Resources

Information about Quanah Parker.

Eleven Facts About Quanah Parker

(1) Quanah Parker's mother, Cynthia Ann Parker ("Nadua" meaning "Someone Found"), was captured in a Comanche raid on Fort Parker when she was nine years old. She was adopted into a Comanche family, became a wife of Chief Peta Nocona, bore his children, and refused multiple attempts to ransom her, pointing to her young sons as her reason to stay. She was recaptured with her young daughter when Quanah was about 15. Nadua begged a Comanche speaker to take her from her white relatives back to her Comanche family, promising him horses and wives, to no avail. Mother and daughter died a few years later.

(2) Quanah Parker was born in Texas or Oklahoma sometime around 1845. His name means "Fragrance."

(3) Quanah became a Comanche warrior ("the Eagle") sometime between 14 and 16 years old, and became a war chief a few years later.

(4) In 1871, Quanah led the Quahada band of Comanches in escaping Colonel Ranald Mackenzie and troops from Fort Richardson (located in what is now Jacksboro, Texas).

(5) Quanah survived a bullet in the side at the Second Battle of Adobe Walls in 1874 (near Stinnett, Texas), stating later that the bullet was deflected by the buffalo horn powder case he was wearing.

(6) The sustained conflict between Comanche, Cheyenne, Kiowa, and Arapaho warriors on one side and the buffalo hunters, the U.S. Army, and the Texas Rangers in 1874-75 is called the Red River War. The tribes were responding to the loss of the buffalo, encroachments on their range, and massacres of their people. The Army and the Texas Rangers were responding to persistent raids on settlements, which caused settlers to pull back.

(7) In 1875, the Quahada band of Comanches under Quanah surrendered to Mackenzie and went onto the reservation in Oklahoma.

(8) When the Comanches left the reservation to hunt in 1878 and discovered the vast bison herds were almost totally gone, Quanah negotiated a deal with the legendary Texas cattleman Charles Goodnight to respect the ranch's citizens and property in exchange for two beeves every other day while the Indians were in Palo Duro Canyon. Surviving bison were thus allowed to continue roaming the JA rangeland, assuring the survival of the Southern Plains Bison.

(9) Quanah learned the cattle business from Charles Goodnight and other noted Texas ranchers. He believed cattle and education were the future of the Comanches, and worked to negotiate payments to the Comanches, Kiowas, and Apaches for grazing rights on their reservation land.

(10) In the 1890s, Quanah invested $40,000 in a railroad line from Quanah, Texas (a town named after him) to Floydada, Texas. It was called the Quanah, Acme and Pacific Railway.

(11) Quanah Parker is remembered for his hospitality and generosity at his home, Star House, hosting both notables (President Theodore Roosevelt, British Ambassador Lord Brice, Texas cattlemen Charles Goodnight and Burk Burnett) and young runaways adopted into his household.

Information taken from The Last Comanche Chief: The Life and Times of Quanah Parker and from the Proclamation of Quanah Parker Day.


What you need to do - Each entry here needs to be given again exactly.

Provided entries -
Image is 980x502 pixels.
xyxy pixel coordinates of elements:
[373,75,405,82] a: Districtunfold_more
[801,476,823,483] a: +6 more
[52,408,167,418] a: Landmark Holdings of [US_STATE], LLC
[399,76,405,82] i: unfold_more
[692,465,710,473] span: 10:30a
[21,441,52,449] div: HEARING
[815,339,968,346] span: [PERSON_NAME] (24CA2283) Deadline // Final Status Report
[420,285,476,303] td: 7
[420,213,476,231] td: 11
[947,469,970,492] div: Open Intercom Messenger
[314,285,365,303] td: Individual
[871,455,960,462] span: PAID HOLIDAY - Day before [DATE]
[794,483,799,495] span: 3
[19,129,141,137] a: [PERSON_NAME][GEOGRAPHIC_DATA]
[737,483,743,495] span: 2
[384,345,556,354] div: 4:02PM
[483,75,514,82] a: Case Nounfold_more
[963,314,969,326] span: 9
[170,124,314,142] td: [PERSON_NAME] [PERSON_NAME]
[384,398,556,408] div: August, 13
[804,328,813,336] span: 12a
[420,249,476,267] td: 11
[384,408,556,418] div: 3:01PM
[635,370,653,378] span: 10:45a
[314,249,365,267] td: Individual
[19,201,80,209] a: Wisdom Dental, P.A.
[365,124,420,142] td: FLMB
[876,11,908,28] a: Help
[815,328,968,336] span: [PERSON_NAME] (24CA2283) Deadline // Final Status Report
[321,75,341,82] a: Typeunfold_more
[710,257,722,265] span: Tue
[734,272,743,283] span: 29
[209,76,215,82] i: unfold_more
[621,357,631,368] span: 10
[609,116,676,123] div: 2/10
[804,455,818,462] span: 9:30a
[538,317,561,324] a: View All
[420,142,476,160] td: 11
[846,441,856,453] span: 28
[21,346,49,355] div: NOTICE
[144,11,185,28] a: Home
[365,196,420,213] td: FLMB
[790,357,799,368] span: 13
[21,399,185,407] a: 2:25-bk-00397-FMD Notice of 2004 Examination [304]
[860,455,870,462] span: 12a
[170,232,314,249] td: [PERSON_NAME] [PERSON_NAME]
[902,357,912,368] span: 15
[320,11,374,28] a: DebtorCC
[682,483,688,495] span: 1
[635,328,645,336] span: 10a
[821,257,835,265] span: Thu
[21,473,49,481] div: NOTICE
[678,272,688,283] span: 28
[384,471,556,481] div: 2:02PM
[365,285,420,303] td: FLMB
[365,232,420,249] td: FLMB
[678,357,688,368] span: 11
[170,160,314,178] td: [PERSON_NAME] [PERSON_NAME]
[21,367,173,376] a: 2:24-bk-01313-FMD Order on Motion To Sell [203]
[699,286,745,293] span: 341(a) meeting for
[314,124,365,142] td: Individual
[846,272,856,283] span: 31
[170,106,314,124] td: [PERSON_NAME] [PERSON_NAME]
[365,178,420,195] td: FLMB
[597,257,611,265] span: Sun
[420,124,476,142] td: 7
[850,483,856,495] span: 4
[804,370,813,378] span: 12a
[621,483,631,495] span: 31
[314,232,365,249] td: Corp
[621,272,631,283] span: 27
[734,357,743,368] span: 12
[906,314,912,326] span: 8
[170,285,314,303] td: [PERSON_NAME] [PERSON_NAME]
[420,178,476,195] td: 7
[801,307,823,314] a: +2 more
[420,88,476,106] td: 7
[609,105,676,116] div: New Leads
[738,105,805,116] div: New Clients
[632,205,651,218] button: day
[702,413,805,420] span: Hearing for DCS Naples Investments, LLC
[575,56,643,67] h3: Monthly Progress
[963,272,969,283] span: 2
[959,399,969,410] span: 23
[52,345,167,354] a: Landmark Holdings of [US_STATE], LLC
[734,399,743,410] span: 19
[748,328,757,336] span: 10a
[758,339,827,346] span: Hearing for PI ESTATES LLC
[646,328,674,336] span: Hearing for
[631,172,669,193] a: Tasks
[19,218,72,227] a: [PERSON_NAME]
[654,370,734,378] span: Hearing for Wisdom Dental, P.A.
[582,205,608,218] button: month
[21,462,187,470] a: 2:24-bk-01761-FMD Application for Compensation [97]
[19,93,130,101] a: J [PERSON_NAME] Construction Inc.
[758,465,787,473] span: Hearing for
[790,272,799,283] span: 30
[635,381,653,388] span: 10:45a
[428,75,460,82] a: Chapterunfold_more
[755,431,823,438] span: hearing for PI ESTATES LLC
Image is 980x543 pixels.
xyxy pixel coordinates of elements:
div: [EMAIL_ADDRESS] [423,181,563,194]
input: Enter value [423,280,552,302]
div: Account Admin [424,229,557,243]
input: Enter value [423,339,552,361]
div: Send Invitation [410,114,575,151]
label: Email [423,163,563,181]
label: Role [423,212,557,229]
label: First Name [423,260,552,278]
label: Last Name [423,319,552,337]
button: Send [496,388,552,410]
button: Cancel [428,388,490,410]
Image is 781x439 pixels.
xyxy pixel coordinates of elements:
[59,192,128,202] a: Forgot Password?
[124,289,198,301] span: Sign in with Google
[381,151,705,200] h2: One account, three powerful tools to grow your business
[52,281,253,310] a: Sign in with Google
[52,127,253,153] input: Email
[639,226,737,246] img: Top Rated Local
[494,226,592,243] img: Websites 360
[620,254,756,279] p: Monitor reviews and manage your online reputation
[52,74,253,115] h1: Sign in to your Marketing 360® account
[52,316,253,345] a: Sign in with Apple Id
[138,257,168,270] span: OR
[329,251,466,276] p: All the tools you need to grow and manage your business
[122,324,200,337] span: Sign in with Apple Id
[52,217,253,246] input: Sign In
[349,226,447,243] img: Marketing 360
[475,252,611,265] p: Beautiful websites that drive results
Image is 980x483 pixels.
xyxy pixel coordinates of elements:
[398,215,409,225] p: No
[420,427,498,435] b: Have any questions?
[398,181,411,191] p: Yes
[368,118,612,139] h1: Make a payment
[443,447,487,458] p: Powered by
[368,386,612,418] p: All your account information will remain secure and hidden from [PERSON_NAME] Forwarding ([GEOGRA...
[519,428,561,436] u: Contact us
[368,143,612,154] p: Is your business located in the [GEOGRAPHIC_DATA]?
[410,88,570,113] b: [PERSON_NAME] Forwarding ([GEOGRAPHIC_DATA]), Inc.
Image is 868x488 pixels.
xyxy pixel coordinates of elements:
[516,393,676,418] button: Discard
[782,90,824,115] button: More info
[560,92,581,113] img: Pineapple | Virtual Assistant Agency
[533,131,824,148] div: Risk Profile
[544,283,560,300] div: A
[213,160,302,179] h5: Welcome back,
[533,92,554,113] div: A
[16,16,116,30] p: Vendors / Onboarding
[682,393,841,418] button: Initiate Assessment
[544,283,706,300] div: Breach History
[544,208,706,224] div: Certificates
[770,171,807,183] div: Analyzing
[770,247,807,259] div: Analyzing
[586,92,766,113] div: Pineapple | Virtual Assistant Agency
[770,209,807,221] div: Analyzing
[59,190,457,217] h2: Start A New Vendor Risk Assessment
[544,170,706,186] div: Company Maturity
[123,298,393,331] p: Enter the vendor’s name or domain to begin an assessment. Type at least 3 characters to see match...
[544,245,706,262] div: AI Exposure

Result of the task -
Image is 980x502 pixels.
xyxy pixel coordinates of elements:
[373,75,405,82] a: Districtunfold_more
[801,476,823,483] a: +6 more
[52,408,167,418] a: Landmark Holdings of [US_STATE], LLC
[399,76,405,82] i: unfold_more
[692,465,710,473] span: 10:30a
[21,441,52,449] div: HEARING
[815,339,968,346] span: [PERSON_NAME] (24CA2283) Deadline // Final Status Report
[420,285,476,303] td: 7
[420,213,476,231] td: 11
[947,469,970,492] div: Open Intercom Messenger
[314,285,365,303] td: Individual
[871,455,960,462] span: PAID HOLIDAY - Day before [DATE]
[794,483,799,495] span: 3
[19,129,141,137] a: [PERSON_NAME][GEOGRAPHIC_DATA]
[737,483,743,495] span: 2
[384,345,556,354] div: 4:02PM
[483,75,514,82] a: Case Nounfold_more
[963,314,969,326] span: 9
[170,124,314,142] td: [PERSON_NAME] [PERSON_NAME]
[384,398,556,408] div: August, 13
[804,328,813,336] span: 12a
[420,249,476,267] td: 11
[384,408,556,418] div: 3:01PM
[635,370,653,378] span: 10:45a
[314,249,365,267] td: Individual
[19,201,80,209] a: Wisdom Dental, P.A.
[365,124,420,142] td: FLMB
[876,11,908,28] a: Help
[815,328,968,336] span: [PERSON_NAME] (24CA2283) Deadline // Final Status Report
[321,75,341,82] a: Typeunfold_more
[710,257,722,265] span: Tue
[734,272,743,283] span: 29
[209,76,215,82] i: unfold_more
[621,357,631,368] span: 10
[609,116,676,123] div: 2/10
[804,455,818,462] span: 9:30a
[538,317,561,324] a: View All
[420,142,476,160] td: 11
[846,441,856,453] span: 28
[21,346,49,355] div: NOTICE
[144,11,185,28] a: Home
[365,196,420,213] td: FLMB
[790,357,799,368] span: 13
[21,399,185,407] a: 2:25-bk-00397-FMD Notice of 2004 Examination [304]
[860,455,870,462] span: 12a
[170,232,314,249] td: [PERSON_NAME] [PERSON_NAME]
[902,357,912,368] span: 15
[320,11,374,28] a: DebtorCC
[682,483,688,495] span: 1
[635,328,645,336] span: 10a
[821,257,835,265] span: Thu
[21,473,49,481] div: NOTICE
[678,272,688,283] span: 28
[384,471,556,481] div: 2:02PM
[365,285,420,303] td: FLMB
[365,232,420,249] td: FLMB
[678,357,688,368] span: 11
[170,160,314,178] td: [PERSON_NAME] [PERSON_NAME]
[21,367,173,376] a: 2:24-bk-01313-FMD Order on Motion To Sell [203]
[699,286,745,293] span: 341(a) meeting for
[314,124,365,142] td: Individual
[846,272,856,283] span: 31
[170,106,314,124] td: [PERSON_NAME] [PERSON_NAME]
[365,178,420,195] td: FLMB
[597,257,611,265] span: Sun
[420,124,476,142] td: 7
[850,483,856,495] span: 4
[804,370,813,378] span: 12a
[621,483,631,495] span: 31
[314,232,365,249] td: Corp
[621,272,631,283] span: 27
[734,357,743,368] span: 12
[906,314,912,326] span: 8
[170,285,314,303] td: [PERSON_NAME] [PERSON_NAME]
[420,178,476,195] td: 7
[801,307,823,314] a: +2 more
[420,88,476,106] td: 7
[609,105,676,116] div: New Leads
[738,105,805,116] div: New Clients
[632,205,651,218] button: day
[702,413,805,420] span: Hearing for DCS Naples Investments, LLC
[575,56,643,67] h3: Monthly Progress
[963,272,969,283] span: 2
[959,399,969,410] span: 23
[52,345,167,354] a: Landmark Holdings of [US_STATE], LLC
[734,399,743,410] span: 19
[748,328,757,336] span: 10a
[758,339,827,346] span: Hearing for PI ESTATES LLC
[646,328,674,336] span: Hearing for
[631,172,669,193] a: Tasks
[19,218,72,227] a: [PERSON_NAME]
[654,370,734,378] span: Hearing for Wisdom Dental, P.A.
[582,205,608,218] button: month
[21,462,187,470] a: 2:24-bk-01761-FMD Application for Compensation [97]
[19,93,130,101] a: J [PERSON_NAME] Construction Inc.
[758,465,787,473] span: Hearing for
[790,272,799,283] span: 30
[635,381,653,388] span: 10:45a
[428,75,460,82] a: Chapterunfold_more
[755,431,823,438] span: hearing for PI ESTATES LLC
Image is 980x543 pixels.
xyxy pixel coordinates of elements:
div: [EMAIL_ADDRESS] [423,181,563,194]
input: Enter value [423,280,552,302]
div: Account Admin [424,229,557,243]
input: Enter value [423,339,552,361]
div: Send Invitation [410,114,575,151]
label: Email [423,163,563,181]
label: Role [423,212,557,229]
label: First Name [423,260,552,278]
label: Last Name [423,319,552,337]
button: Send [496,388,552,410]
button: Cancel [428,388,490,410]
Image is 781x439 pixels.
xyxy pixel coordinates of elements:
[59,192,128,202] a: Forgot Password?
[124,289,198,301] span: Sign in with Google
[381,151,705,200] h2: One account, three powerful tools to grow your business
[52,281,253,310] a: Sign in with Google
[52,127,253,153] input: Email
[639,226,737,246] img: Top Rated Local
[494,226,592,243] img: Websites 360
[620,254,756,279] p: Monitor reviews and manage your online reputation
[52,74,253,115] h1: Sign in to your Marketing 360® account
[52,316,253,345] a: Sign in with Apple Id
[138,257,168,270] span: OR
[329,251,466,276] p: All the tools you need to grow and manage your business
[122,324,200,337] span: Sign in with Apple Id
[52,217,253,246] input: Sign In
[349,226,447,243] img: Marketing 360
[475,252,611,265] p: Beautiful websites that drive results
Image is 980x483 pixels.
xyxy pixel coordinates of elements:
[398,215,409,225] p: No
[420,427,498,435] b: Have any questions?
[398,181,411,191] p: Yes
[368,118,612,139] h1: Make a payment
[443,447,487,458] p: Powered by
[368,386,612,418] p: All your account information will remain secure and hidden from [PERSON_NAME] Forwarding ([GEOGRA...
[519,428,561,436] u: Contact us
[368,143,612,154] p: Is your business located in the [GEOGRAPHIC_DATA]?
[410,88,570,113] b: [PERSON_NAME] Forwarding ([GEOGRAPHIC_DATA]), Inc.
Image is 868x488 pixels.
xyxy pixel coordinates of elements:
[516,393,676,418] button: Discard
[782,90,824,115] button: More info
[560,92,581,113] img: Pineapple | Virtual Assistant Agency
[533,131,824,148] div: Risk Profile
[544,283,560,300] div: A
[213,160,302,179] h5: Welcome back,
[533,92,554,113] div: A
[16,16,116,30] p: Vendors / Onboarding
[682,393,841,418] button: Initiate Assessment
[544,283,706,300] div: Breach History
[544,208,706,224] div: Certificates
[770,171,807,183] div: Analyzing
[770,247,807,259] div: Analyzing
[586,92,766,113] div: Pineapple | Virtual Assistant Agency
[770,209,807,221] div: Analyzing
[59,190,457,217] h2: Start A New Vendor Risk Assessment
[544,170,706,186] div: Company Maturity
[123,298,393,331] p: Enter the vendor’s name or domain to begin an assessment. Type at least 3 characters to see match...
[544,245,706,262] div: AI Exposure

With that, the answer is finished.